[FRIAM] Rare Earth

steve smith sasmyth at swcp.com
Thu Jan 30 11:52:17 EST 2025


I always assumed that the chirality asymmetry of organic molecules on 
earth was a simple feedback loop or the "sensitive dependence on initial 
conditions" of a complex adaptive system (biosphere).   I've heard (but 
not parsed fully) similar arguments about matter/anti-matter?  Or like 
the Highlander Franchise "there can be only one!" (chirality).

Is the chirality dystopian vision more like "grey goo" or a 
protein-molecule "kessler syndrome" scenario from my pantheon/quiver of 
existential threats?

One of my never-to-be-realized novels would be titled /"We Shall Know 
our Chirality"/.

this is a nod to Egger's 2002 "We Shall Know our Velocity", a bit of an 
absurdist "road novel" vaguely relevant to Pirsig's earlier "Motorcycle" 
one.

I did not remember (or know) that Egger's took the theme even further in 
his 2013 "The Circle" novel which became a movie (2017) by the same 
name.   A dystopian story painfully apropos of the moment prophecying 
(sp?) the various parodies and paradoxes of "complete knowledge" and 
"whatever I say means what I want it to mean" (paraphrase of virtually 
every Right Wing figure today). Also shared with "follow the science" 
mantras.

FWiW GPT 4o mini believes/hallucinates thus:

    The phrase *"We shall know our velocities"* comes from *Mark
    Twain*’s novel */The Adventures of Huckleberry Finn/ (1884)*. It is
    part of a speech made by *The Duke* in the book, where he is talking
    about his plans to make money by deceiving people.

    The full quote goes:

    *"We shall know our velocities, and we shall know how fast we are
    going, and how far, and where we are going."*

    It is often interpreted as Twain's satirical commentary on the human
    tendency to overthink or complicate matters. Twain is not only
    mocking the characters in the novel who are trying to calculate or
    control things that are uncontrollable but also commenting on the
    absurdity of putting too much emphasis on knowledge or control over
    something that doesn't need to be calculated in such a manner.

I say "hallucinates" because upon searching the text of Huckelberry Finn 
I find no such quote (or even a reference to "velocities" or 
"velocity".    I *was* just asking GPT to help me find/recognize the 
*previous* quote from Clemens/Twain regarding "reading the news two 
weeks late"... so I think GPTs eagerness to please me maybe sent it that 
way?

Others have suggested that soon all original reference material will be 
buried by recursive hallucinations of LLMs quoting the output of LLMs, 
etc.   I was skeptical when this was first mentioned, I'm now feeling 
like I might be living it?

Bah!

  - Steve

Back to perseverating on Capitol Hill/DC events.  Do we think Hegseth 
was on the chopper that hit the passenger jet?  A last romantic flight 
with his next ex-wife, the female combat pilot just before he drums her 
out of the military (but before he discovers she is Trans)?

On 1/30/25 8:18 AM, glen wrote:
>
> Asteroid fragments upend theory of how life on Earth bloomed
> https://www.nature.com/articles/d41586-025-00264-3
> "Glavin is most perplexed by the discovery of an equal mixture of 
> left-handed and right-handed amino acids on Bennu. He, like many 
> scientists, had thought that organic molecules from primordial 
> asteroids would have had the same left-handed dominance as those from 
> life on Earth. Now, researchers have to go back to the drawing board 
> to understand how life might have been seeded on Earth."
>
> I remember but now can't find a recent article about how dangerous 
> right-handed molecules are to life on earth. Peter Ward's book gifted 
> me some rhetoric for a basic belief I'd held for awhile. Renee' 
> believes in (complex) extraterrestrials. I don't, at least within some 
> observation window (i.e. maybe they're out there but we'll never meet 
> them). But it's completely reasonable that life emerged all over the 
> universe. It's just difficult for me to imagine it (life) jumping 
> through all these gen-phen ratchets.
>
> There must be a sci-fi novel out there where some cluster (alive or 
> not) of right-handed molecules lands on earth and eats away at the 
> biosphere. I can see 2 basic outcomes: 1. death or 2. chirality 
> co-evolution (including where 1 or the other wins out in the "end").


- _ASSIGNMENT_:
Would you go through the records below and copy each line with the string "moving"?
═══ DATA EXTRACT
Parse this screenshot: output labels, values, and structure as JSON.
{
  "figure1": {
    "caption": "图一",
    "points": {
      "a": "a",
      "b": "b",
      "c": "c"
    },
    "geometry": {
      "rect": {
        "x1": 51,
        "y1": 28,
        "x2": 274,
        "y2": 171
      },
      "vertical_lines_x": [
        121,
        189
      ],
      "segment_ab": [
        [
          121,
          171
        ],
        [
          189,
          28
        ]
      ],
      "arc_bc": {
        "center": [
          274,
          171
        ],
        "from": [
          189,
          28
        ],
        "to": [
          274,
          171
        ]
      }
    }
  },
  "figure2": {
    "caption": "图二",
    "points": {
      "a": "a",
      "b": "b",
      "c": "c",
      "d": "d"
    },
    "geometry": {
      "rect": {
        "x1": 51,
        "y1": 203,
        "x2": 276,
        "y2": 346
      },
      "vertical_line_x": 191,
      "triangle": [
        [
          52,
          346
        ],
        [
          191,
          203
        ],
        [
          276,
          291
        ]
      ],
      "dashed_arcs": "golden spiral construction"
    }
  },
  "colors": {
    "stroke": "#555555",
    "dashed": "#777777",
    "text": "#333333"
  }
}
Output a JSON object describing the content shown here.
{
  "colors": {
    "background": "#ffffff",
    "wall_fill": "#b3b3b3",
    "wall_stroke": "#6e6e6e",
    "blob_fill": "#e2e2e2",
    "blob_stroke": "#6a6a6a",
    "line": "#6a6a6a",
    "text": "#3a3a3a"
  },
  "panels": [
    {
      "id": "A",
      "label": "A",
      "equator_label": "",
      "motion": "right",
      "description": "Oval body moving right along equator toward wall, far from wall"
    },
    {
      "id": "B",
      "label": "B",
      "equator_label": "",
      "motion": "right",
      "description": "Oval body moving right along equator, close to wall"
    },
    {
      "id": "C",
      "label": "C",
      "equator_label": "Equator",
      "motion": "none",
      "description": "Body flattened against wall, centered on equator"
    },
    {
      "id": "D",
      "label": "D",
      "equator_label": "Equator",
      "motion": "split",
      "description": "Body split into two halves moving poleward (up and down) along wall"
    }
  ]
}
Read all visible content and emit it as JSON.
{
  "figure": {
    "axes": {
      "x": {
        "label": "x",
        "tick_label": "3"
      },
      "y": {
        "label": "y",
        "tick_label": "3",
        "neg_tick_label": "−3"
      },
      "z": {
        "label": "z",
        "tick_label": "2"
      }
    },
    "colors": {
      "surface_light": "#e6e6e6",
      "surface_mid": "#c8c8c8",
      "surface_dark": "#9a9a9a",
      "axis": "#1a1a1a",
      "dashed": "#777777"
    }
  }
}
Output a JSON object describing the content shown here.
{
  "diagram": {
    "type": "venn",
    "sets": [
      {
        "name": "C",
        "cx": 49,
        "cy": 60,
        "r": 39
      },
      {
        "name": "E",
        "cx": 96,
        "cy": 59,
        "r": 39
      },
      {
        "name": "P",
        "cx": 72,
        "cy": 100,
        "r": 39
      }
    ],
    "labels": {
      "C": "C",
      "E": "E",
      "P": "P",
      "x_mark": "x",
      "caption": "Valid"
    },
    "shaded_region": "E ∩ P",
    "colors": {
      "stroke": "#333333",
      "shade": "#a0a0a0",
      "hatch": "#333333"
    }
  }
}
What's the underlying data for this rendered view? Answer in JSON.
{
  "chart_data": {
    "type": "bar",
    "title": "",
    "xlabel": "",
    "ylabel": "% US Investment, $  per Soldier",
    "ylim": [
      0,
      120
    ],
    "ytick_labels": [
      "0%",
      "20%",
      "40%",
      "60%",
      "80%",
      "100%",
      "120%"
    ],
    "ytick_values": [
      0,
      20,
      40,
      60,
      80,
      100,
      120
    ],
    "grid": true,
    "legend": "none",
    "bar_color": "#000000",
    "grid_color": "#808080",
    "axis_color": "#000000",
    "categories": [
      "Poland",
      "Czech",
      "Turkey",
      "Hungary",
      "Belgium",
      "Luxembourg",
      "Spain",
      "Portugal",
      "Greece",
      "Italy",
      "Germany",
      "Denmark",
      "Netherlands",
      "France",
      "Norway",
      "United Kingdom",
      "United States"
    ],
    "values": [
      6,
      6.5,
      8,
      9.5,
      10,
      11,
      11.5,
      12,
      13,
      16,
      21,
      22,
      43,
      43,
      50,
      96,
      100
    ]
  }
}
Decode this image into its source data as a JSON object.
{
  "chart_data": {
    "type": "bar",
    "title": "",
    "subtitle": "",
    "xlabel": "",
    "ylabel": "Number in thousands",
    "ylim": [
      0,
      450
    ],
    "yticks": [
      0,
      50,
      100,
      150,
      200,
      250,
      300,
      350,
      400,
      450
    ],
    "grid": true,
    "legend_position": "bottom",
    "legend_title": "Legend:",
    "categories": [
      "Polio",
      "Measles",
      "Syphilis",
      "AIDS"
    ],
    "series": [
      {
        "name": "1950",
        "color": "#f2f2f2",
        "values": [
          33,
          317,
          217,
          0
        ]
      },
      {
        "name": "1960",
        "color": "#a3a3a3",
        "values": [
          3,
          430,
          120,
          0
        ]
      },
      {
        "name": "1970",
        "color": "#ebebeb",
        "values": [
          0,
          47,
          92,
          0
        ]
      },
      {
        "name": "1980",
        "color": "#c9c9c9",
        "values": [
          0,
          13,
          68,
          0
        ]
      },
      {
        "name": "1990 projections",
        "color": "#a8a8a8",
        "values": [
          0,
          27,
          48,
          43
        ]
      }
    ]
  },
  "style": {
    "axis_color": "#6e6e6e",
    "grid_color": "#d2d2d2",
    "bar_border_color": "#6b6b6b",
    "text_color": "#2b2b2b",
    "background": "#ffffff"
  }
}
══════
═══ DATA EXTRACT
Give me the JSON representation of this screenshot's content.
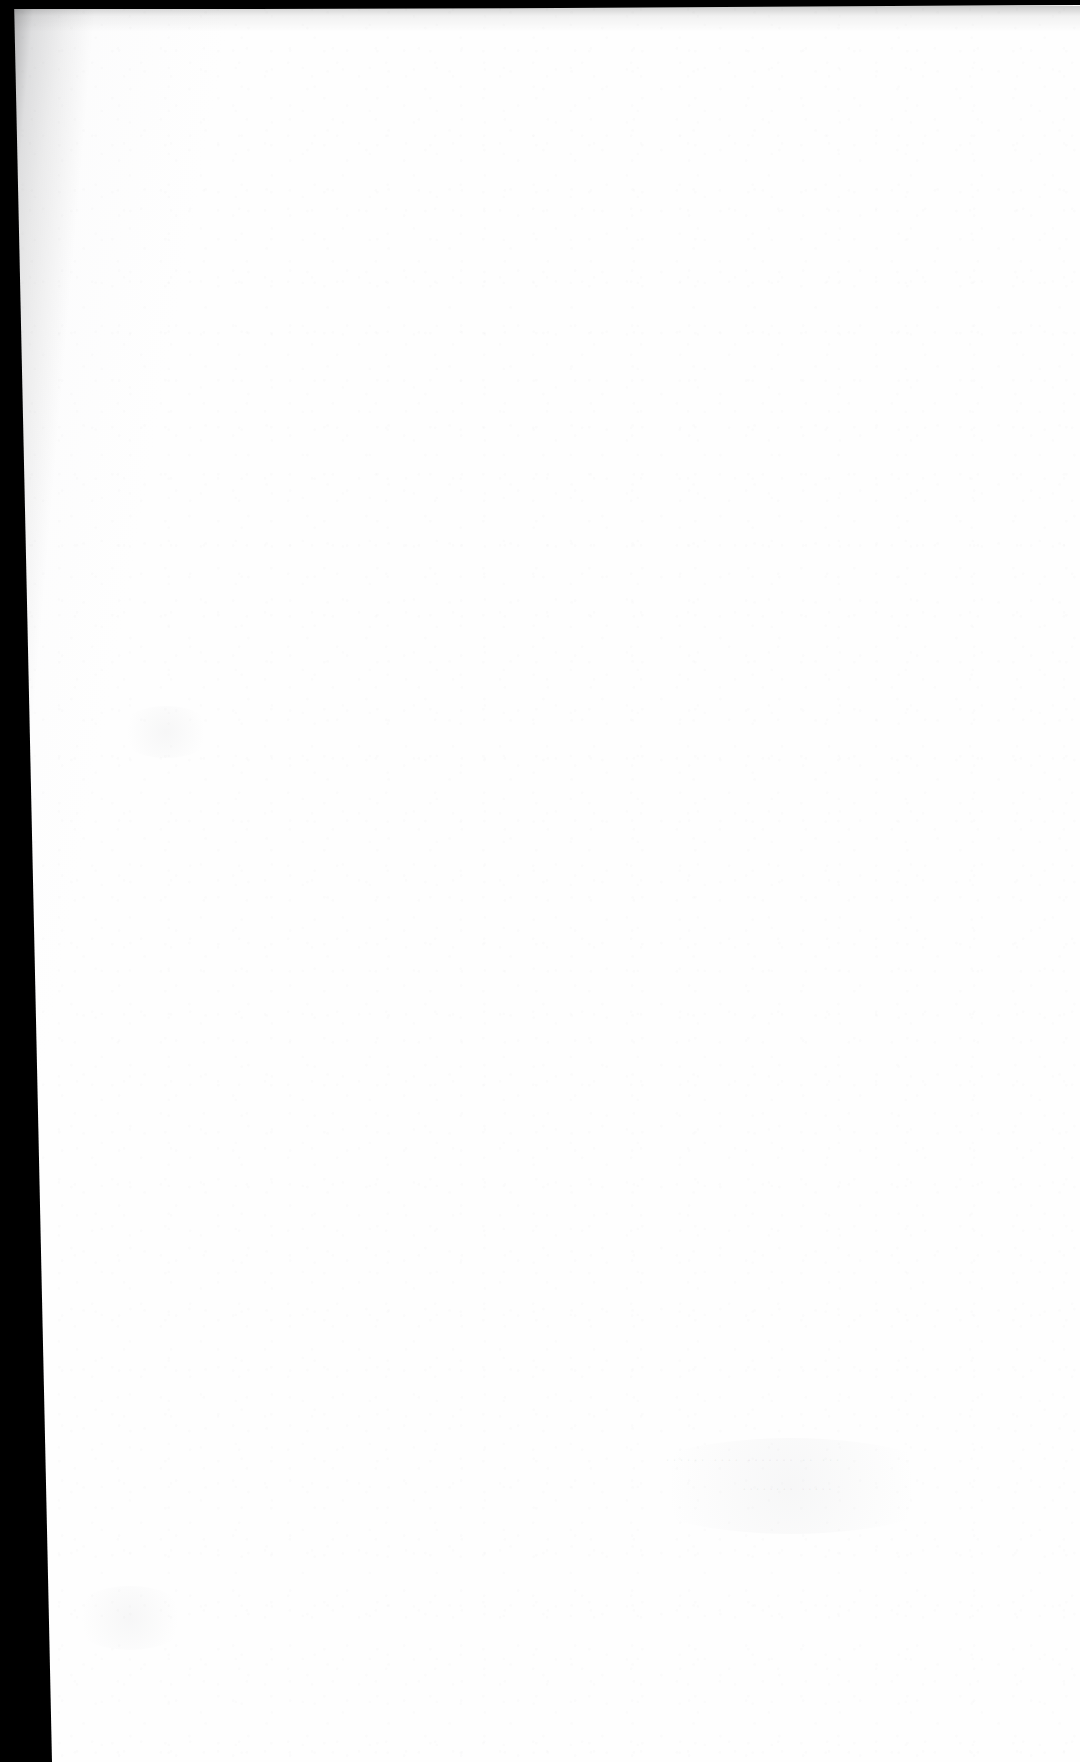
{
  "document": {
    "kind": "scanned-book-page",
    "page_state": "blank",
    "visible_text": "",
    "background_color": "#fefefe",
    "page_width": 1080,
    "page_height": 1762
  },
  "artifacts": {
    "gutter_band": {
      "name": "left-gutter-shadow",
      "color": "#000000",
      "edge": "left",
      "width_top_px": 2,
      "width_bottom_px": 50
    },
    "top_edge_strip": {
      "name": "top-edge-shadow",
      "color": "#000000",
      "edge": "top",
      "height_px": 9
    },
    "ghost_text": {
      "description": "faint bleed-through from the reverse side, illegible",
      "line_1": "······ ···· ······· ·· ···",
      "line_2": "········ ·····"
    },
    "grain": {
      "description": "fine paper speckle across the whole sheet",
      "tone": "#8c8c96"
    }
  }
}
══════
- _EXPECTED ANSWER_:
      "description": "Oval body moving right along equator toward wall, far from wall"
      "description": "Oval body moving right along equator, close to wall"
      "description": "Body split into two halves moving poleward (up and down) along wall"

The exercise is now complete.